1 result for (book:nome AND session:820 AND stemmed:one)
[... 8 paragraphs ...]
Each of our books adds to the others. That includes Ruburt’s as well — and that also includes of course books not yet written, in your terms, so that the future books also influence what you think of as the past ones. Again, while appearing in your time, the contents of the books come from outside of your time.
[... 2 paragraphs ...]
If you believe in the laws of cause and effect, as accepted, or in the laws of polarity, as accepted (and explained in a letter we received today), then you will be bound by those laws, for they will represent your artistic technique. You will believe that you must use them in order to, say, paint the living portrait of your life. You will therefore structure your experience, drawing to yourself from Framework 2 only that which fits. You will not have the “technique” to attract other experience, and as long as you stick with one technique your life-pictures will more or less have a certain monotony.
Again, the writer or the artist also brings more into his work than the simple ability to write or paint. In one way or another all of his experience is involved. When you pay attention to Framework 1 primarily, it is as if you have learned to write simple sentences with one word neatly before the other. You have not really learned true expression. In your life you are writing sentences like “See Tommy run.” Your mind is not really dealing with concepts but with the simple perception of objects, so that little imagination is involved. You can express the location of objects in space, and you can communicate to others in a similar fashion, confirming the physical, obvious properties that others also perceive.
[... 2 paragraphs ...]
It is not as if that vaster reality were utterly closed to your perception, for it is not. To some extent it is everywhere apparent in each person’s private experience, and it is obviously stated in the very existence of your world itself. The religions, in one way or another, have always perceived it, although the attempt to interpret that reality in terms of the recognized facts of the world is bound to distort it.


WHAT THIS TASK INVOLVES: Print every line of the listing exactly, please.

[Start of section]

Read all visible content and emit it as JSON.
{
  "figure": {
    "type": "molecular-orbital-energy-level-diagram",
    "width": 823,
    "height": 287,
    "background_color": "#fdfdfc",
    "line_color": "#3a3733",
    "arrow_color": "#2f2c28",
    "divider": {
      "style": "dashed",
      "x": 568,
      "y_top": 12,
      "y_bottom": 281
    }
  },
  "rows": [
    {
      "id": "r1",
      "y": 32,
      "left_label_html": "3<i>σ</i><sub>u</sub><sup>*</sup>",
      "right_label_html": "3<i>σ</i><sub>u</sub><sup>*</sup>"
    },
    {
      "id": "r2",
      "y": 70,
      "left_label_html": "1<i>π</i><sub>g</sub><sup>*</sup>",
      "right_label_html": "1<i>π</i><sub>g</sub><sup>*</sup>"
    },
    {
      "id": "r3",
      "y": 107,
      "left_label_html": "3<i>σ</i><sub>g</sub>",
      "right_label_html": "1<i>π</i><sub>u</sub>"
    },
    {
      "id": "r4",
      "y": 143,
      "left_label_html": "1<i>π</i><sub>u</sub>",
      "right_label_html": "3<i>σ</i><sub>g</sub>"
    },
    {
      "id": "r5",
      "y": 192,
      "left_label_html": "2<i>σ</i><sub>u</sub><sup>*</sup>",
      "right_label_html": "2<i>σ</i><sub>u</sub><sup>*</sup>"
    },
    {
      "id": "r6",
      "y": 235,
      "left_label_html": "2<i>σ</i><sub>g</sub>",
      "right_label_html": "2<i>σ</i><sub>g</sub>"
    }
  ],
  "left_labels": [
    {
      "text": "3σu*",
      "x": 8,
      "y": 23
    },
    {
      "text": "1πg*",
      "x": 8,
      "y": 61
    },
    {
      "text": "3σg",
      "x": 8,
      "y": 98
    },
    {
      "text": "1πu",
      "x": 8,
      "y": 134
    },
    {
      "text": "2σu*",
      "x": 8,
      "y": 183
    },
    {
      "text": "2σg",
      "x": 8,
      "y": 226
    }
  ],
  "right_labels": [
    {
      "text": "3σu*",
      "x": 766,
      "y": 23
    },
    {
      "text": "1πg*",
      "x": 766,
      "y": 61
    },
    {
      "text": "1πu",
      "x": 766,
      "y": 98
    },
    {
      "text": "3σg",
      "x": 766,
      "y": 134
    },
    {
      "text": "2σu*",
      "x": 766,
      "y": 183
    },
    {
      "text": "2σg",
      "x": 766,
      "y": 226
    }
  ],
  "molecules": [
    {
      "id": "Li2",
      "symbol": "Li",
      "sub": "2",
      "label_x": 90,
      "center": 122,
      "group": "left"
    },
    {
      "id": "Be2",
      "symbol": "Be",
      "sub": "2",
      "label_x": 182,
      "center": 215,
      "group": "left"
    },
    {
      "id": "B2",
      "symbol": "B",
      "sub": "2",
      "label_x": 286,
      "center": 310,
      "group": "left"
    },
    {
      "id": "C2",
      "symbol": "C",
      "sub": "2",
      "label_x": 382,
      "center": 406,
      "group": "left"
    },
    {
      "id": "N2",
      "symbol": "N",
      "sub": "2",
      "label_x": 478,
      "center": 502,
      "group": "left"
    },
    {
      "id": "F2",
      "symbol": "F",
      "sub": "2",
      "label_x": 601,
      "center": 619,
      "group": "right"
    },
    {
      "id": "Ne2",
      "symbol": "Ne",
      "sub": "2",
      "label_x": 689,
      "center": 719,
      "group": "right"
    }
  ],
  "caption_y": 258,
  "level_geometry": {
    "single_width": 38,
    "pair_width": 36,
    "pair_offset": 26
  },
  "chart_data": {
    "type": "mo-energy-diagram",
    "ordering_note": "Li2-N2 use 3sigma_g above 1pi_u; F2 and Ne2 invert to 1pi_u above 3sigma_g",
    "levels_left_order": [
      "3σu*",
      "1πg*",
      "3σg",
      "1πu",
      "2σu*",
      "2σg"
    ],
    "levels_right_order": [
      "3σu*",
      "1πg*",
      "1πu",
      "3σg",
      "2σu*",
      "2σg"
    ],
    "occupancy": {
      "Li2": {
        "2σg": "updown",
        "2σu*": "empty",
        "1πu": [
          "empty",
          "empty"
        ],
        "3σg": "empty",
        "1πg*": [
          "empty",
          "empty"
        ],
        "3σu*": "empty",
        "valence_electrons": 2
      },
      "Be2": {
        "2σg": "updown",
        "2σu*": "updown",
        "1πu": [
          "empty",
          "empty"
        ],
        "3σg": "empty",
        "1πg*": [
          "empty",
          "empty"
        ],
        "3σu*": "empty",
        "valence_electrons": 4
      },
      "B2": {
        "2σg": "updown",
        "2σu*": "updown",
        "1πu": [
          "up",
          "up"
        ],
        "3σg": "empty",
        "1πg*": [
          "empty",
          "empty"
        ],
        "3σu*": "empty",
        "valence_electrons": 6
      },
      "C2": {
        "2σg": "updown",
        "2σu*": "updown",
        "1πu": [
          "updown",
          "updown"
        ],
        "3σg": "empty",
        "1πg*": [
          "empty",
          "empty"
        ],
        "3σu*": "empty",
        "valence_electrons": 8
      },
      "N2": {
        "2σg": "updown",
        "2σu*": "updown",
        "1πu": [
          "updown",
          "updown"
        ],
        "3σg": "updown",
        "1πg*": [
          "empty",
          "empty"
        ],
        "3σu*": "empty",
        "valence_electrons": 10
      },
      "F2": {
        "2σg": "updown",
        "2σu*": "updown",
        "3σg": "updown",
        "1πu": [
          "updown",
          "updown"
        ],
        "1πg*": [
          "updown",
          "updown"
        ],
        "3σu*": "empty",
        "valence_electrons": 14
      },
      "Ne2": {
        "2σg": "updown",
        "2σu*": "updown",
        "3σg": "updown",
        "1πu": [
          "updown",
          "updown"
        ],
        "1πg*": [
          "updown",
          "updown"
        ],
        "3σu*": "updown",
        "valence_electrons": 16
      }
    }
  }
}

[End of section]

RESPONSE TO THE TASK:
Read all visible content and emit it as JSON.
{
  "figure": {
    "type": "molecular-orbital-energy-level-diagram",
    "width": 823,
    "height": 287,
    "background_color": "#fdfdfc",
    "line_color": "#3a3733",
    "arrow_color": "#2f2c28",
    "divider": {
      "style": "dashed",
      "x": 568,
      "y_top": 12,
      "y_bottom": 281
    }
  },
  "rows": [
    {
      "id": "r1",
      "y": 32,
      "left_label_html": "3<i>σ</i><sub>u</sub><sup>*</sup>",
      "right_label_html": "3<i>σ</i><sub>u</sub><sup>*</sup>"
    },
    {
      "id": "r2",
      "y": 70,
      "left_label_html": "1<i>π</i><sub>g</sub><sup>*</sup>",
      "right_label_html": "1<i>π</i><sub>g</sub><sup>*</sup>"
    },
    {
      "id": "r3",
      "y": 107,
      "left_label_html": "3<i>σ</i><sub>g</sub>",
      "right_label_html": "1<i>π</i><sub>u</sub>"
    },
    {
      "id": "r4",
      "y": 143,
      "left_label_html": "1<i>π</i><sub>u</sub>",
      "right_label_html": "3<i>σ</i><sub>g</sub>"
    },
    {
      "id": "r5",
      "y": 192,
      "left_label_html": "2<i>σ</i><sub>u</sub><sup>*</sup>",
      "right_label_html": "2<i>σ</i><sub>u</sub><sup>*</sup>"
    },
    {
      "id": "r6",
      "y": 235,
      "left_label_html": "2<i>σ</i><sub>g</sub>",
      "right_label_html": "2<i>σ</i><sub>g</sub>"
    }
  ],
  "left_labels": [
    {
      "text": "3σu*",
      "x": 8,
      "y": 23
    },
    {
      "text": "1πg*",
      "x": 8,
      "y": 61
    },
    {
      "text": "3σg",
      "x": 8,
      "y": 98
    },
    {
      "text": "1πu",
      "x": 8,
      "y": 134
    },
    {
      "text": "2σu*",
      "x": 8,
      "y": 183
    },
    {
      "text": "2σg",
      "x": 8,
      "y": 226
    }
  ],
  "right_labels": [
    {
      "text": "3σu*",
      "x": 766,
      "y": 23
    },
    {
      "text": "1πg*",
      "x": 766,
      "y": 61
    },
    {
      "text": "1πu",
      "x": 766,
      "y": 98
    },
    {
      "text": "3σg",
      "x": 766,
      "y": 134
    },
    {
      "text": "2σu*",
      "x": 766,
      "y": 183
    },
    {
      "text": "2σg",
      "x": 766,
      "y": 226
    }
  ],
  "molecules": [
    {
      "id": "Li2",
      "symbol": "Li",
      "sub": "2",
      "label_x": 90,
      "center": 122,
      "group": "left"
    },
    {
      "id": "Be2",
      "symbol": "Be",
      "sub": "2",
      "label_x": 182,
      "center": 215,
      "group": "left"
    },
    {
      "id": "B2",
      "symbol": "B",
      "sub": "2",
      "label_x": 286,
      "center": 310,
      "group": "left"
    },
    {
      "id": "C2",
      "symbol": "C",
      "sub": "2",
      "label_x": 382,
      "center": 406,
      "group": "left"
    },
    {
      "id": "N2",
      "symbol": "N",
      "sub": "2",
      "label_x": 478,
      "center": 502,
      "group": "left"
    },
    {
      "id": "F2",
      "symbol": "F",
      "sub": "2",
      "label_x": 601,
      "center": 619,
      "group": "right"
    },
    {
      "id": "Ne2",
      "symbol": "Ne",
      "sub": "2",
      "label_x": 689,
      "center": 719,
      "group": "right"
    }
  ],
  "caption_y": 258,
  "level_geometry": {
    "single_width": 38,
    "pair_width": 36,
    "pair_offset": 26
  },
  "chart_data": {
    "type": "mo-energy-diagram",
    "ordering_note": "Li2-N2 use 3sigma_g above 1pi_u; F2 and Ne2 invert to 1pi_u above 3sigma_g",
    "levels_left_order": [
      "3σu*",
      "1πg*",
      "3σg",
      "1πu",
      "2σu*",
      "2σg"
    ],
    "levels_right_order": [
      "3σu*",
      "1πg*",
      "1πu",
      "3σg",
      "2σu*",
      "2σg"
    ],
    "occupancy": {
      "Li2": {
        "2σg": "updown",
        "2σu*": "empty",
        "1πu": [
          "empty",
          "empty"
        ],
        "3σg": "empty",
        "1πg*": [
          "empty",
          "empty"
        ],
        "3σu*": "empty",
        "valence_electrons": 2
      },
      "Be2": {
        "2σg": "updown",
        "2σu*": "updown",
        "1πu": [
          "empty",
          "empty"
        ],
        "3σg": "empty",
        "1πg*": [
          "empty",
          "empty"
        ],
        "3σu*": "empty",
        "valence_electrons": 4
      },
      "B2": {
        "2σg": "updown",
        "2σu*": "updown",
        "1πu": [
          "up",
          "up"
        ],
        "3σg": "empty",
        "1πg*": [
          "empty",
          "empty"
        ],
        "3σu*": "empty",
        "valence_electrons": 6
      },
      "C2": {
        "2σg": "updown",
        "2σu*": "updown",
        "1πu": [
          "updown",
          "updown"
        ],
        "3σg": "empty",
        "1πg*": [
          "empty",
          "empty"
        ],
        "3σu*": "empty",
        "valence_electrons": 8
      },
      "N2": {
        "2σg": "updown",
        "2σu*": "updown",
        "1πu": [
          "updown",
          "updown"
        ],
        "3σg": "updown",
        "1πg*": [
          "empty",
          "empty"
        ],
        "3σu*": "empty",
        "valence_electrons": 10
      },
      "F2": {
        "2σg": "updown",
        "2σu*": "updown",
        "3σg": "updown",
        "1πu": [
          "updown",
          "updown"
        ],
        "1πg*": [
          "updown",
          "updown"
        ],
        "3σu*": "empty",
        "valence_electrons": 14
      },
      "Ne2": {
        "2σg": "updown",
        "2σu*": "updown",
        "3σg": "updown",
        "1πu": [
          "updown",
          "updown"
        ],
        "1πg*": [
          "updown",
          "updown"
        ],
        "3σu*": "updown",
        "valence_electrons": 16
      }
    }
  }
}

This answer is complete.